Bears coach Matt Eberlfus somehow found a way to make his hot seat a bit toastier.
Eberflus decided not to run another play to set up an easier field goal with the Bears trailing the Packers by one point Sunday, instead letting more than 20 seconds run off the clock before using his team’s final timeout with three seconds left.
That left kicker Cairo Santos with a 46-yard game-winning field goal attempt that the Packers promptly blocked to seal the 20-19 win and give Green Bay its 11th consecutive victory against Chicago.
The Athletic reported that Packers players were taken back by the Bears’ decision not to run additional plays to get Santos in closer position.

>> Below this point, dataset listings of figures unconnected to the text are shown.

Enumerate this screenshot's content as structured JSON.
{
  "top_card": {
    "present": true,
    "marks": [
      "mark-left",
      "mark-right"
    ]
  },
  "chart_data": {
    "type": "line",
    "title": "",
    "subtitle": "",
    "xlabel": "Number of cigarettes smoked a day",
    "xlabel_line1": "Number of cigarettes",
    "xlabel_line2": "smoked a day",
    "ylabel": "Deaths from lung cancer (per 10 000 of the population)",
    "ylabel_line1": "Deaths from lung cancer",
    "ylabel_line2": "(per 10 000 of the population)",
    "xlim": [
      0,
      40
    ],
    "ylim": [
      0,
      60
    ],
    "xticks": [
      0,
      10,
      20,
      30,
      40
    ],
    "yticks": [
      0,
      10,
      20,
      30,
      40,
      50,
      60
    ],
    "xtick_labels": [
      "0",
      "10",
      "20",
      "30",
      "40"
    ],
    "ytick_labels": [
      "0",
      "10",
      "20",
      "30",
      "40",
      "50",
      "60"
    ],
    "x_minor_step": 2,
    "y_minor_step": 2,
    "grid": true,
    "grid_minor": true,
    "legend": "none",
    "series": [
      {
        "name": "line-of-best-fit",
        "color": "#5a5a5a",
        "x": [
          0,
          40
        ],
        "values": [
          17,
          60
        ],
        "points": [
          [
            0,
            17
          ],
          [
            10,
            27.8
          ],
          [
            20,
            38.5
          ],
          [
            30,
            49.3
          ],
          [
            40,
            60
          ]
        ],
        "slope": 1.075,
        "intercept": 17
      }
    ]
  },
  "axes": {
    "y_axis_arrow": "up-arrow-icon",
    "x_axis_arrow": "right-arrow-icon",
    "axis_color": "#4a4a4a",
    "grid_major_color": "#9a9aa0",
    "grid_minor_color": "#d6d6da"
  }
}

The also noticed that Santos kicked with a low trajectory on longer kicks during film study this week.
“They were loading the box there,” Eberflus told reporters after the game, defending his decision to kick the field goal from 46 yards rather than run more plays on offense. “You could for sure get a couple more yards there. You also risk fumbling and different things there.
“We felt where we were, if we were at the 36 or 35, you’re definitely doing that because you want to get it inside there. I felt very confident about where we were at that time. With the wind and where we were on the field.”
The pressure is rising around Eberflus after the team fired offensive coordinator Shane Waldron last week following two straight games without a touchdown.
The Bears ran just two plays inside Packers territory in the final drive despite getting the ball down there with 1:33 remaining in the game.
A 12-yard pass to sure-handed receiver Keenan Allen got the Bears into field goal range before a two-yard run up the middle by Roschon Johnson moved the Bears to Green Bay’s 28.
The Bears kicked on second-and-8 rather when they still could have run another play.
The loss was the Bears’ fourth straight and dropped them to 4-6.
They’ve lost these four games rather embarrassingly, as they gave up a Hail Mary to the Washington Commanders to start this terrible losing streak.
Chicago followed that up with a 29-9 loss to the Cardinals and a 19-3 defeat to the 3-8 Patriots.
The Bears have a nightmare schedule on tap, with all seven games coming against teams with .500 records or better.